Capitalism 3.0

A Guide to Reclaiming the Commons
Berrett-Koehler, 2006

I’M A BUSINESSMAN.  I believe society should reward successful initiative with profit.  At the same time, I know that profit-seeking activities have unhealthy side effects.  They cause pollution, waste, inequality, anxiety, and no small amount of confusion about the purpose of life.

I’m also a liberal, in the sense that I’m not averse to a role for government in society.  Yet history has convinced me that representative government can’t adequately protect the interests of ordinary citizens.  Even less can it protect the interests of future generations, ecosystems, and non-human species.  The reason is that most—though not all—of the time, government puts the interests of private corporations first.  This is a systemic problem of a capitalist democracy, not just a matter of electing new leaders.

If you identify with the preceding sentiments, then you might
be confused and demoralized, as I have been lately.  If capitalism as we know it is deeply flawed, and government is no savior, where lies hope?

This strikes me as one of the great dilemmas of our time.  For years the Right has been saying—nay, shouting—that government is flawed and that only privatization, deregu­la­tion and tax cuts can save us.  For just as long, the Left has been insisting that mar­kets are flawed and that only government can save us.  The trouble is that both sides are half-right and half-wrong.  They’re both right that markets and state are flawed, and both wrong that salvation lies in either sphere.  But if that’s the case, what are we to do?  Is there, perhaps, a missing set of institutions that can help us?

I began pondering this dilemma about ten years ago after retiring from Working Assets, a business I co-founded in 1982.  (Working Assets offers telephone and credit card services which automatically donate to nonprofit groups working for a better world.)  My initial ruminations focused on climate change caused by human emissions of heat-trapping gases.  Some analysts saw this as a “tragedy of the commons,” a con­cept popularized forty years ago by biologist Garrett Hardin.  According to Hardin, people will always overuse a commons because it’s in their self-interest to do so.  I saw the problem instead as a pair of tragedies: first a tragedy of the market, which has no way of curbing its own excesses, and second a tragedy of government, which fails to protect the atmosphere because polluting corporations are powerful and future generations don’t vote.

This way of viewing the situation led to a hypothesis: if the commons is a victim of market and government failures, rather than the cause of its own destruction, the remedy might lie in strengthening the commons.  But how might that be done?  According to prevailing wisdom, commons are inherently difficult to manage because no one effectively owns them.  If Waste Management Inc. owned the atmosphere, it would charge dumpers a fee, just as it does for terrestrial landfills.  But since no one has title to the atmosphere, dumping proceeds without limit or cost.

There’s a reason, of course, why no one has title to the atmosphere.  For as long as anyone can remember there’s been more than enough air to go around, and thus no point in owning any of it.  But nowadays, things are different.  Our spacious skies aren’t empty anymore.  We’ve filled them with invisible gases that are altering the climate patterns to which we and other species have adapted.  In this new context, the atmosphere is a scarce resource, and having someone own it might not be a bad idea.

But who should own the sky?  That question became a kind of Zen koan for me, a seemingly innocent query that, on reflection, opened many unexpected doors.  I pondered the possibility of starting a planet-saving, for-profit, sky-owning business; after all, I’d done well by doing good before.  When that didn’t seem right, I wondered what would happen if we, as a society, created a trust to manage the atmosphere on behalf of future generations, with present-day citizens as secondary beneficiaries.  Such a trust would do exactly what Waste Management Inc. would do if it owned the sky: charge dumpers for filling its dwindling storage space.  Pollution would cost more and there’d be steadily less of it.  All this would happen, after the initial deeding of rights to the trust, without government intervention.  But if this trust—not Waste Management Inc. or some other corporation—owned the sky, there’d be a wonderful bonus: every American would get a yearly dividend check.

This thought experiment turned into a proposal known as the sky trust and has made some political headway.  It also served as the epicenter of my thinking about the commons, which led to this book.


Write out the records again exactly and exclude the pictures.

*Saved entries*:

◆ ◆ ◆ ◆

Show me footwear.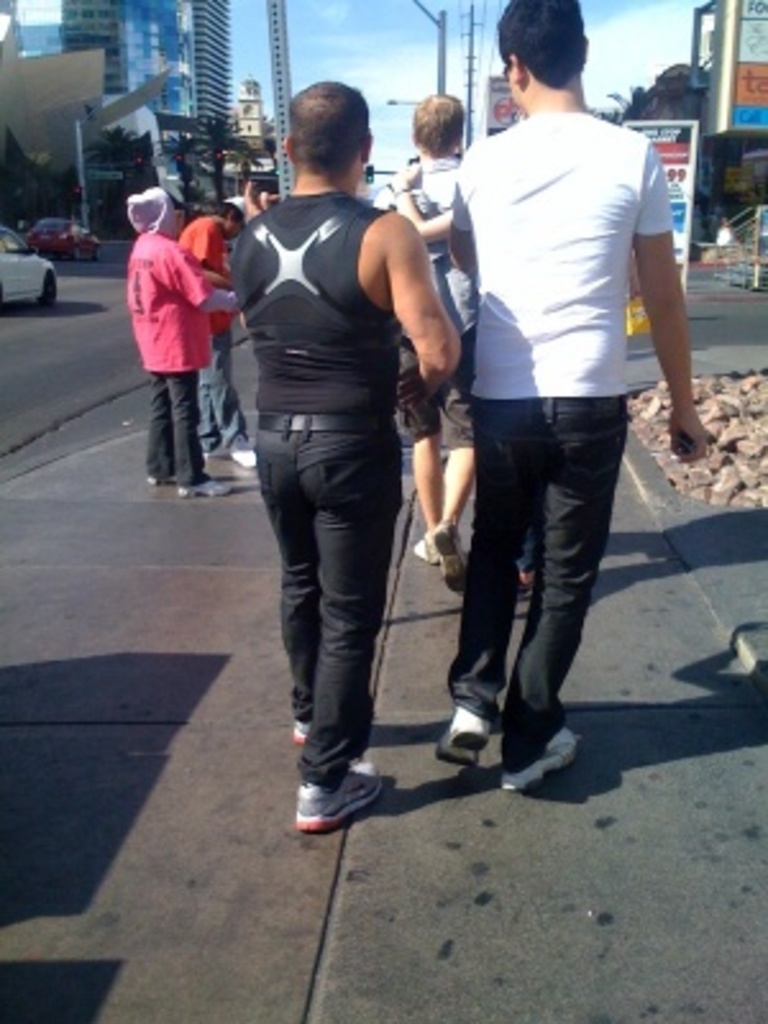
footwear is here: region(151, 474, 172, 486).
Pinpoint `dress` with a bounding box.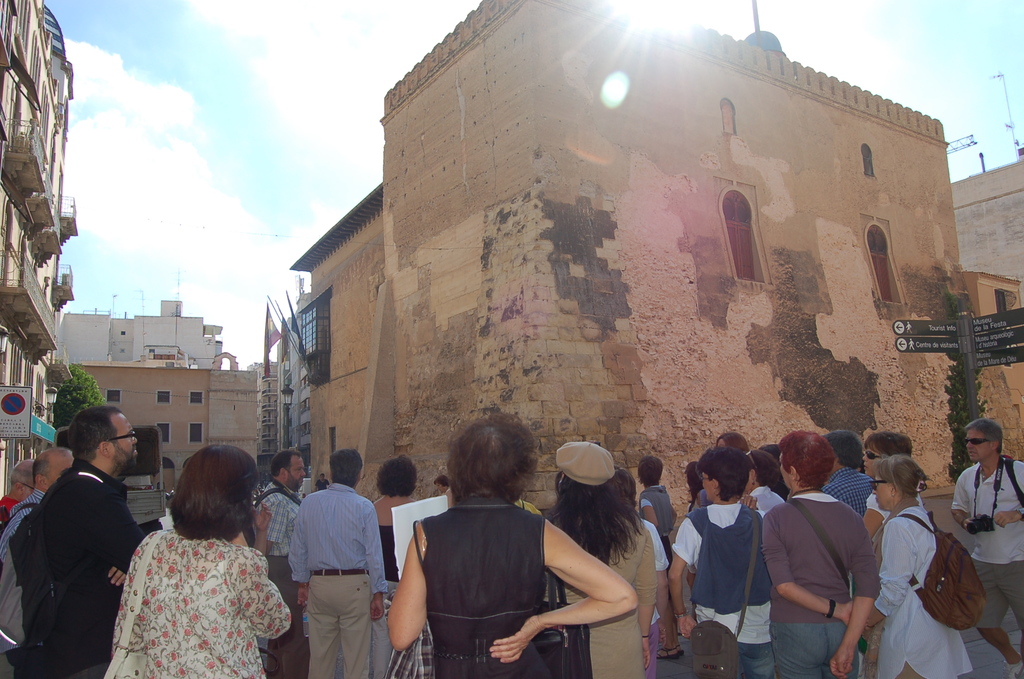
{"x1": 572, "y1": 513, "x2": 661, "y2": 678}.
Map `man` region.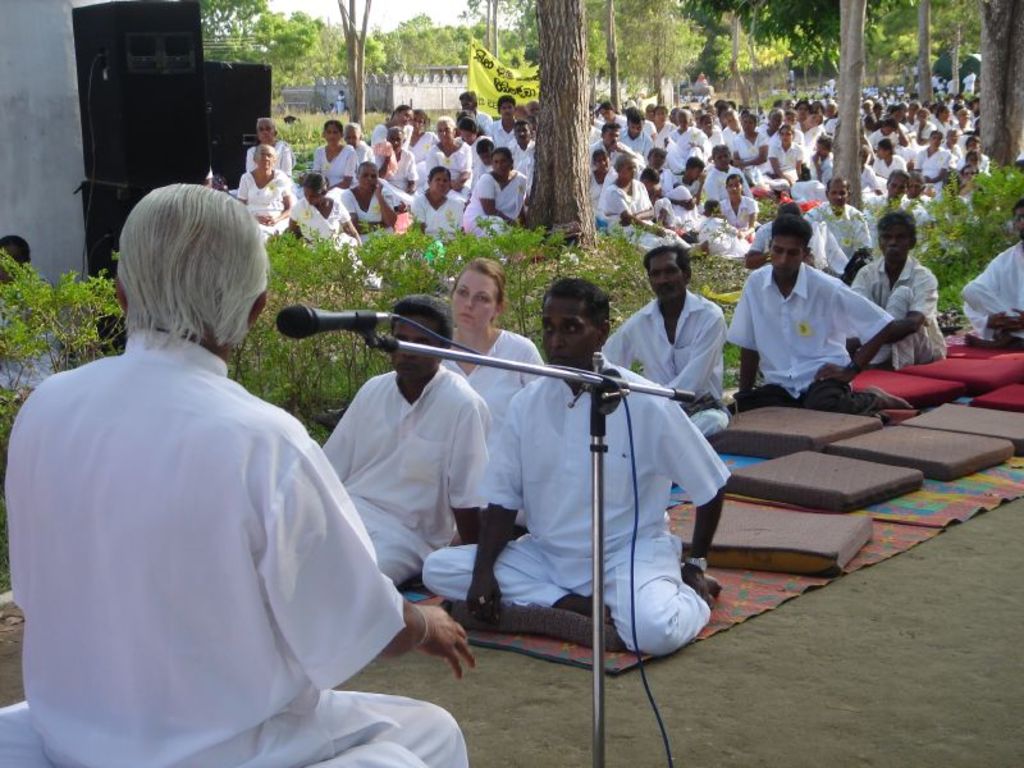
Mapped to x1=623, y1=108, x2=650, y2=152.
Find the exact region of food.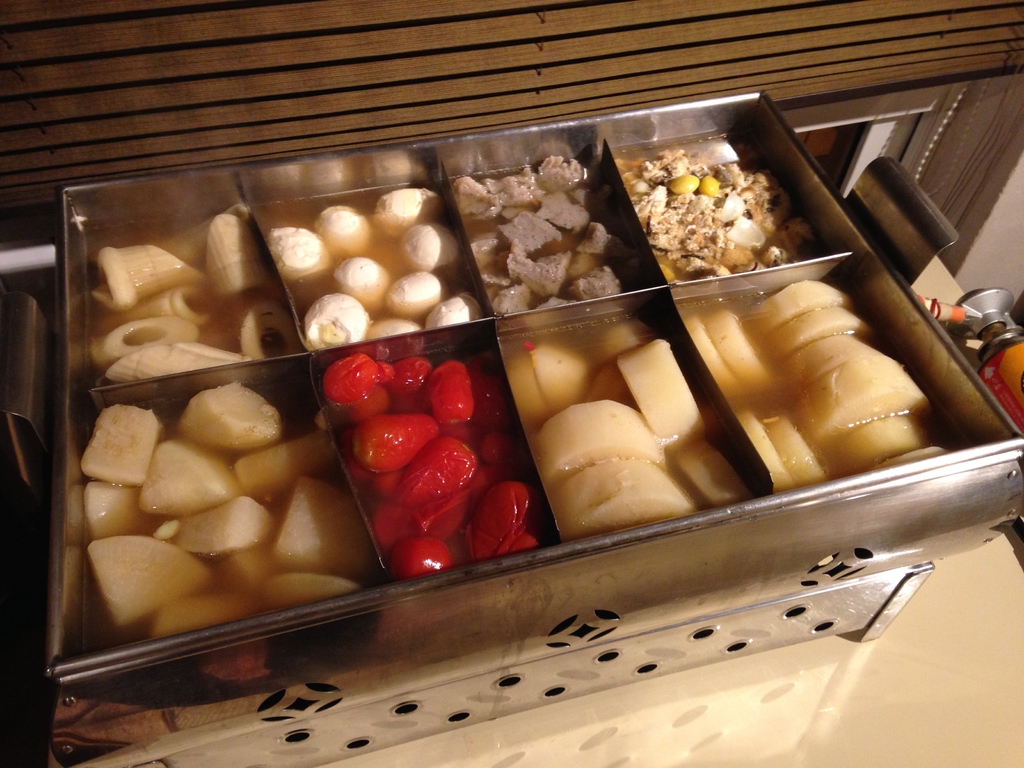
Exact region: x1=451, y1=151, x2=646, y2=318.
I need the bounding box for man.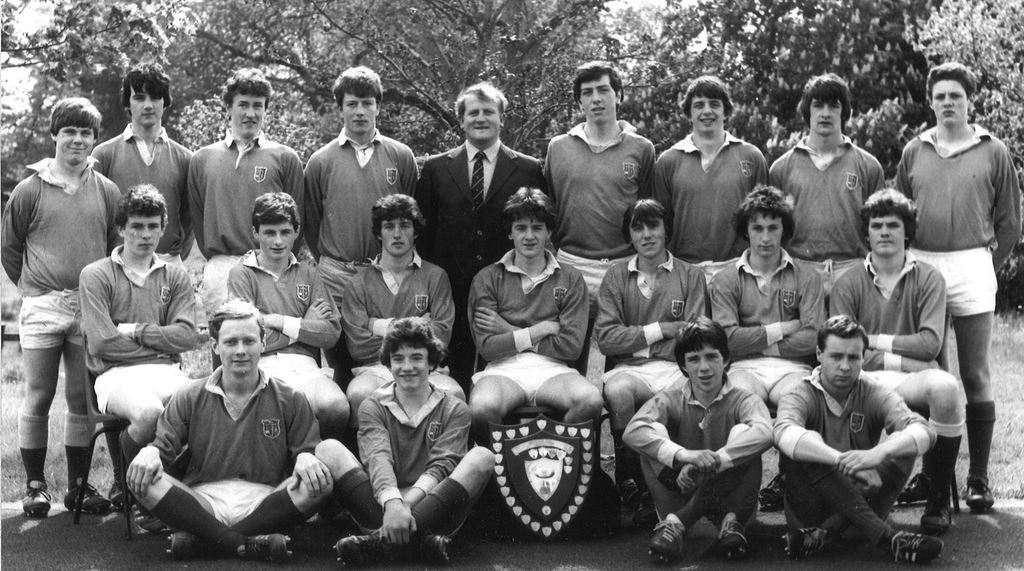
Here it is: {"x1": 755, "y1": 71, "x2": 890, "y2": 506}.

◆ ◆ ◆ ◆

*TASK SOLUTION*:
Show me footwear.
footwear is here: region(151, 474, 172, 486).
Pinpoint `dress` with a bounding box.
{"x1": 572, "y1": 513, "x2": 661, "y2": 678}.
Map `man` region.
Mapped to x1=623, y1=108, x2=650, y2=152.
Find the exact region of food.
Exact region: x1=451, y1=151, x2=646, y2=318.
I need the bounding box for man.
Here it is: {"x1": 755, "y1": 71, "x2": 890, "y2": 506}.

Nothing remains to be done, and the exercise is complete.